Time Nears For State’s Golden Poppy Season To Bloom
GOLDEN DAYS AHEAD
A scene at the expansive State of California Antelope Valley Golden Poppy Preserve.
John Muir in 1868 wrote of the endless “sea” of wildflowers that blanketed the 450-mile long and 40- to 60-mile wide Great Central Valley in the spring of that year.
“Go where I would, east or west, north or south, (it) still splashed with ripples in flower gems,” Muir noted.

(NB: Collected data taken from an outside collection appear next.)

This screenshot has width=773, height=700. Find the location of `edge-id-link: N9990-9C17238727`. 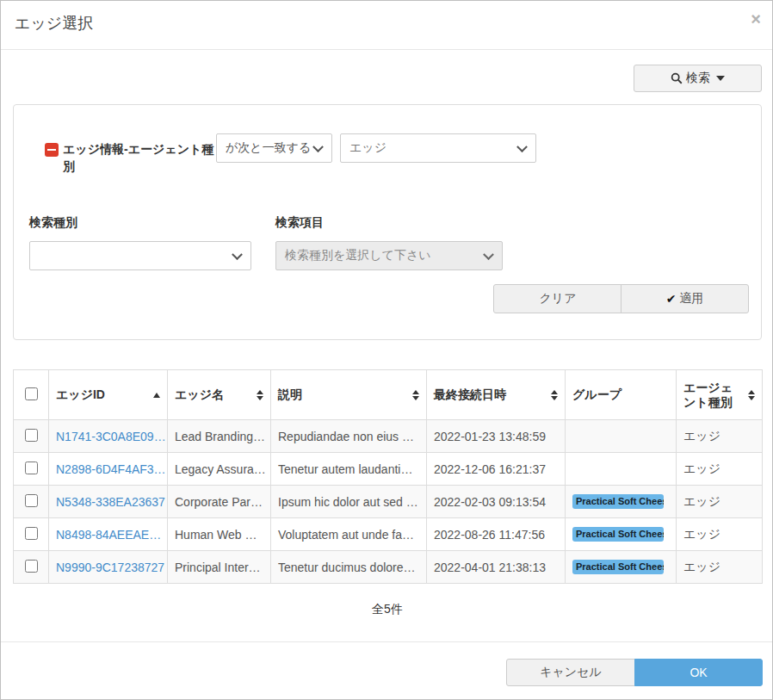

edge-id-link: N9990-9C17238727 is located at coordinates (110, 567).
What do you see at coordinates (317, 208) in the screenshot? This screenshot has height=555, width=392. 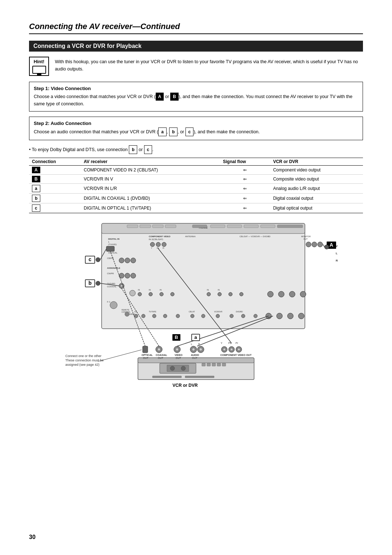 I see `row-vcr-c: Digital optical output` at bounding box center [317, 208].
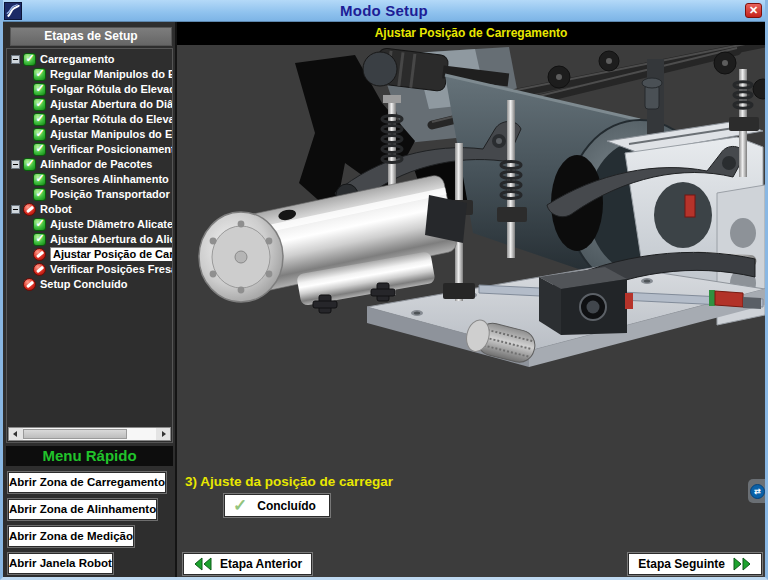  I want to click on tree-hscrollbar, so click(90, 434).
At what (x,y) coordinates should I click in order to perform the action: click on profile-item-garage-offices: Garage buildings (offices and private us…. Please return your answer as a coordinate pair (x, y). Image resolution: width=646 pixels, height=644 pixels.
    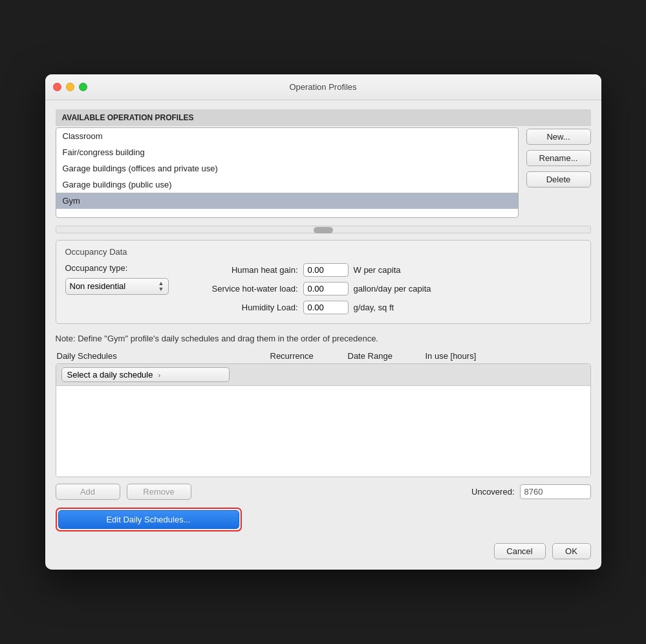
    Looking at the image, I should click on (287, 168).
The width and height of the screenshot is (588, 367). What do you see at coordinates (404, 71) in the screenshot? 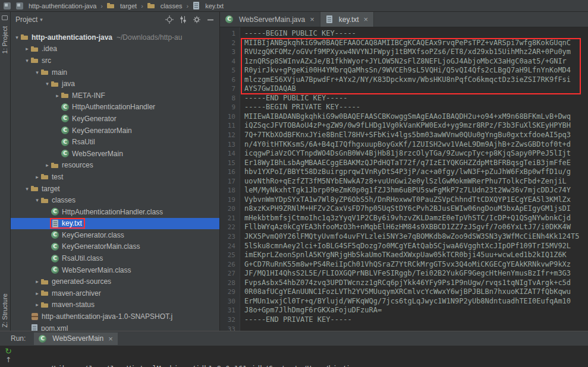
I see `editor-line: 5R0yirJkv+gPgeKi00H4YMbrqQaMhsSn/9WVCEh9…` at bounding box center [404, 71].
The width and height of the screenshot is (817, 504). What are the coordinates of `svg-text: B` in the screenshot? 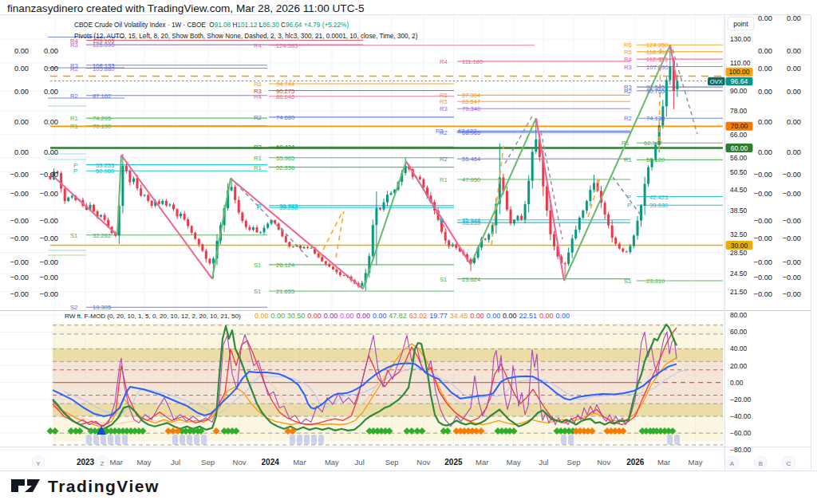 It's located at (761, 464).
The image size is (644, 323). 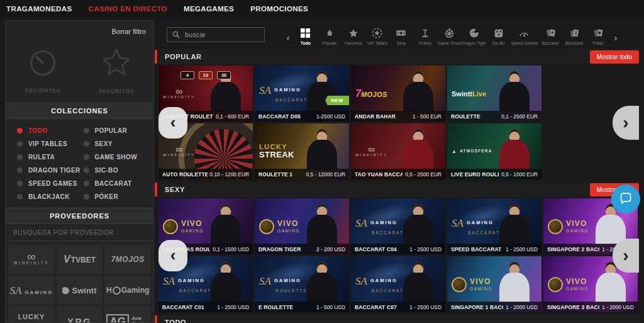 I want to click on winning-numbers: 42336, so click(x=206, y=76).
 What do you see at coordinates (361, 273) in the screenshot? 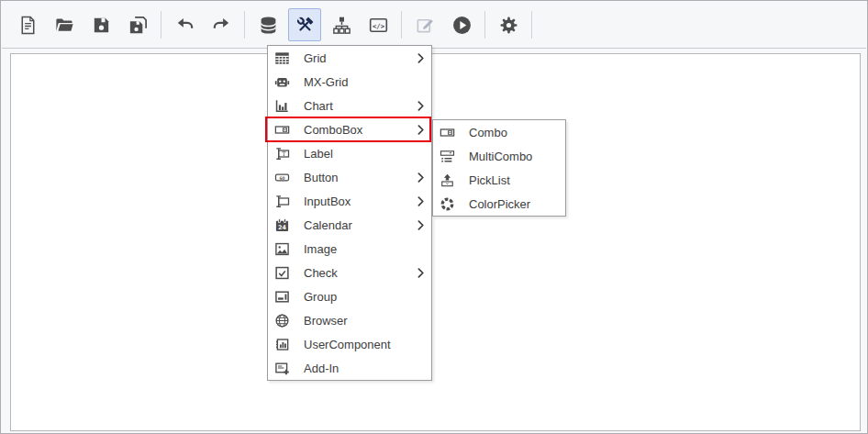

California’s seemingly endless wildflowers also inspired countless authors including John Steinbeck who penned the following excerpt in “East of Eden”:
“On the wide level acres of the valley the topsoil lay deep and fertile. It required only a rich winter of rain to make it break forth in grass and flowers. The spring flowers in a wet year were unbelievable. The whole valley floor, and the foothills too, would be carpeted with lupins and poppies. Once a woman told me that colored flowers would seem more bright if you added a few white flowers to give the colors definition. Every petal of blue lupin is edged with white, so that a field of lupins is more blue than you can imagine. And mixed with these were splashes of California poppies. These too are of a burning color—not orange, not gold, but if pure gold were liquid and could raise a cream, that golden cream might be like the color of poppies.”